Updated

Internet users would be forced to pay a new federal tax on their monthly bills if the government approves regulations recently endorsed by President Obama, a member of the Federal Communications Commission predicts.

Commissioner Mike O'Reilly addressed what's known as "net neutrality" at a Washington seminar on Friday. He spoke after Obama backed stricter rules by calling for preventing service providers from charging more for speedier service and for regulating them like telecommunications companies under a decades-old law.

That law requires telecommunications companies to pay into the FCC’s “Universal Service Fund” -- and would likely require the same of Internet companies. But O'Reilly says history clearly shows that the fees would quickly be “passed off” to customers, just like they are now on monthly phone bills.

“Consumers of these services would face an immediate increase in their Internet bills,” O'Reilly said Friday during the seminar held by the non-partisan Free State Foundation. “Let’s accept a truism: Consumers pay [the fund], not companies.”

O'Reilly, a Republican on the five-member commission, also quoted scholar and net neutrality guru Tim Wu in saying, “Ultimately, consumers always pay for everything, no matter what we say otherwise.”

Ohio GOP Rep. Bob Latta, vice chairman of the House Communication and Technology Subcommittee, on Monday supported O'Reilly's concerns.

"By pushing unnecessary regulations forward, the FCC would be increasing the cost of Internet service for all users, hurting consumers and job creators," he told FoxNews.com. "This is a mistake. And the FCC should take the lesson of its predecessors and keep its hands off the Internet.”

The ongoing debate about net neutrality -- the ideal that Internet service providers should provide equal access to all content providers -- resurfaced in January when a federal appeals court struck down parts of a 2010 FCC order. The commission then embarked on a new effort to write open-Internet rules, with the public comment period ending in September.
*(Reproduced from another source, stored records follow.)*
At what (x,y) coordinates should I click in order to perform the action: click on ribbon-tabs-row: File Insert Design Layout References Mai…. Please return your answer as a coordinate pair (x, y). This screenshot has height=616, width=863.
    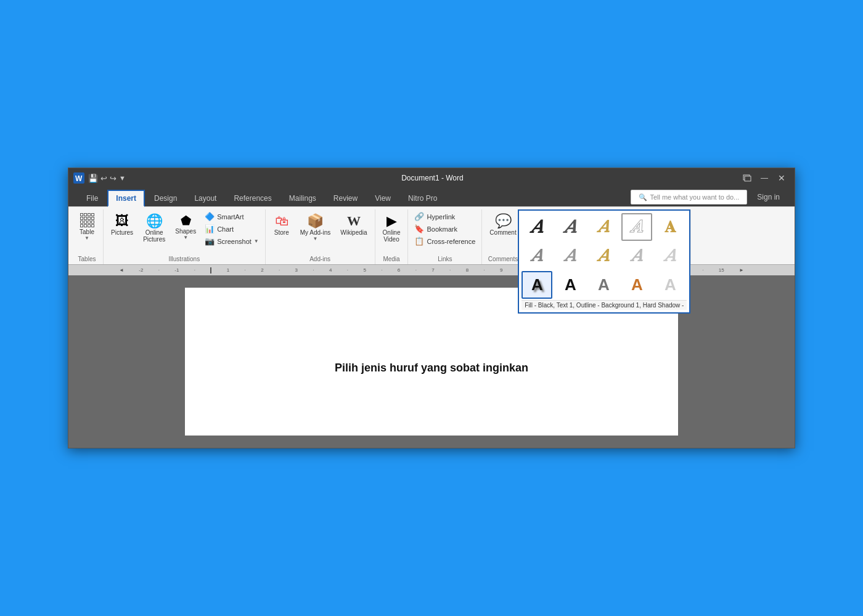
    Looking at the image, I should click on (432, 197).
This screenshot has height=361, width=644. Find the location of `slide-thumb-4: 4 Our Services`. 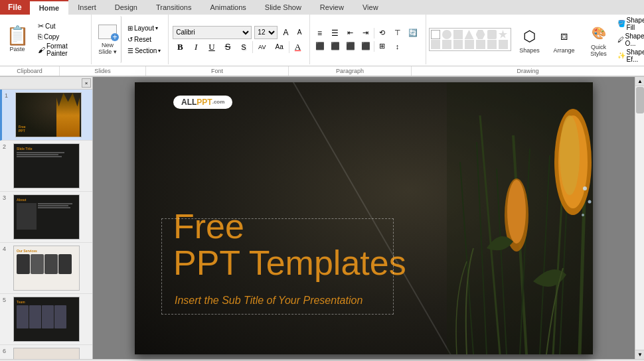

slide-thumb-4: 4 Our Services is located at coordinates (46, 268).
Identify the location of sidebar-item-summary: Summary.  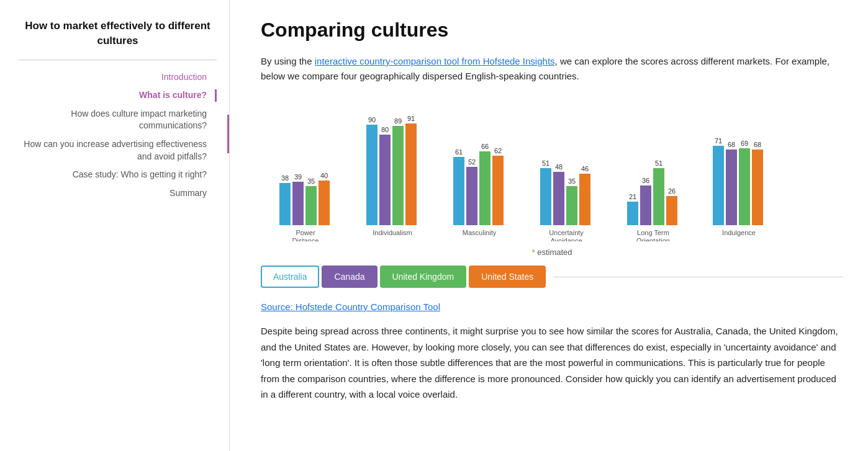
(118, 194).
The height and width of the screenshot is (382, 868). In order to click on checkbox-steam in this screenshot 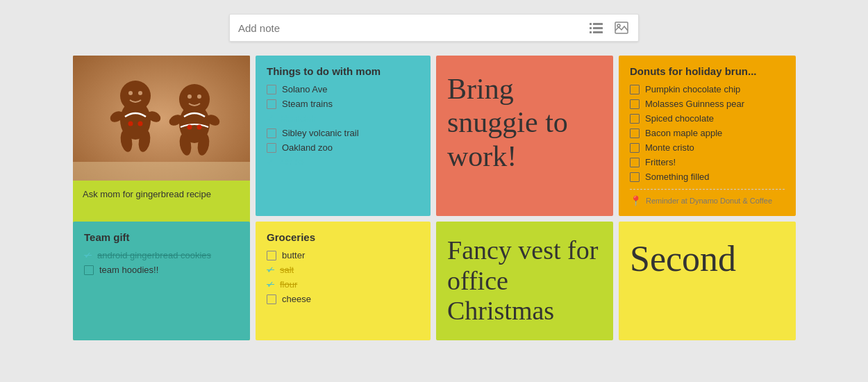, I will do `click(272, 104)`.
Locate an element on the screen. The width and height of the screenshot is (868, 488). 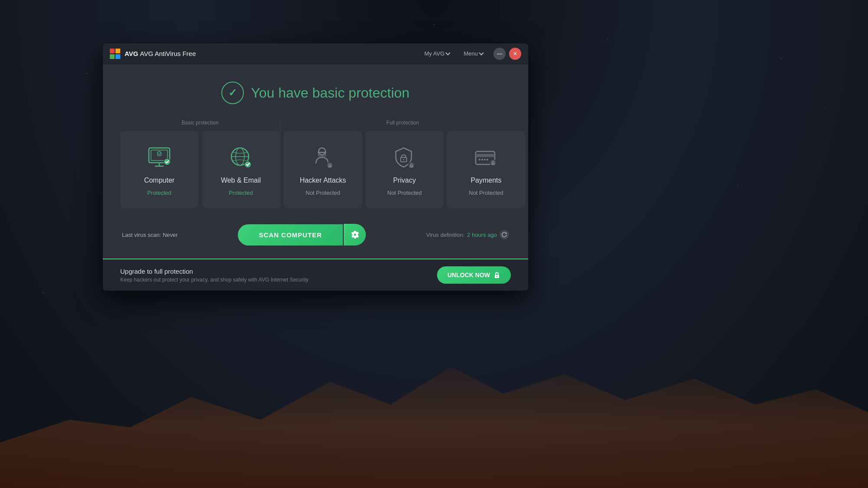
gear-icon is located at coordinates (355, 235).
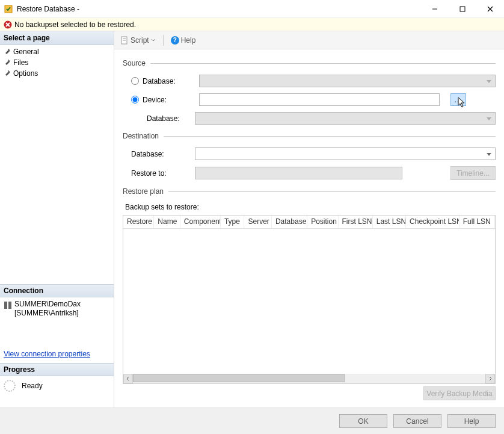 The height and width of the screenshot is (434, 504). I want to click on grid-header: Restore Name Component Type Server Datab…, so click(309, 222).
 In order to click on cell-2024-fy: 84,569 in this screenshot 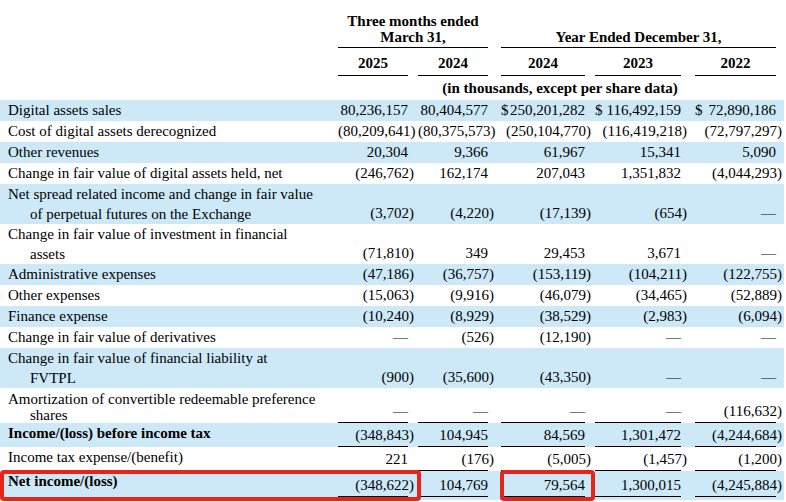, I will do `click(544, 435)`.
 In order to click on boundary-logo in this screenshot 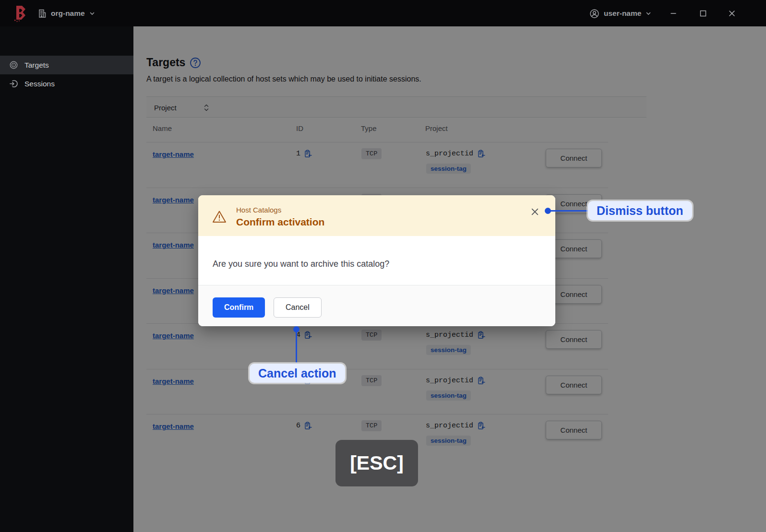, I will do `click(21, 13)`.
Last week, Obama put his political weight behind the issue, asking the independent agency to apply the “strongest possible rules" on Internet service providers.

“We cannot allow [them] to restrict the best access or to pick winners and losers in the online market place,” he said. “I believe the FCC should reclassify consumer broadband service under Title II.”
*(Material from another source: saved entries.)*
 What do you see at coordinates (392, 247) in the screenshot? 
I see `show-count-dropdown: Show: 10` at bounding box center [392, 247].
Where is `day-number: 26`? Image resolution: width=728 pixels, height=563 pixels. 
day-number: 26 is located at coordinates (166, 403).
However, he also said there could be some exceptions in applying the roughly 110 pages of rules. Commission Chairman Tom Wheeler champions net neutrality but reportedly is also considering a smaller application of existing law, a four-paragraph-long section of the 1996 Telecommunications Act.

O'Reilly made clear he was not rebutting Obama’s arguments but said the FCC couldn’t simple “wave a magic wand” to make some regulations disappear. O'Reilly also argued against the idea that the changes, if enacted, would bring more payers to the fund, which theoretically would result in everybody paying less.

“I understand the argument,” O'Reilly said. But “I am very confident that, based on my conversations, the commission intends to go on a spending spree with regards to USF.”

He said two major federal telecommunications programs that receive money from the fund -- E-Rate for school libraries and Lifeline for the poor -- are expected to be expanded by “many billions of dollars and shatter the USF collection and spending levels of this year.” (Appearing to bolster that argument, Wheeler on Monday, according to the Associated Press, called for another $1.5 billion in spending on E-Rate, predicting it would result in a small $1.90 a year extra fee on phone bills.)

O'Reilly, a former Capitol Hill staffer, also said the timing of Obama’s pitch and the overall renewed debate would be “ironic,” if Congress in the coming weeks extends the Internet Tax Moratorium, which prevents state and local access fees and taxes.

“There is near unanimity in Congress that state or local taxes on Internet access would directly deter the ability of consumers to obtain and utilize the Internet," he said. "If that is an accepted premise, the same concept should apply to the net neutrality debate and its certainty to increase consumer bills.”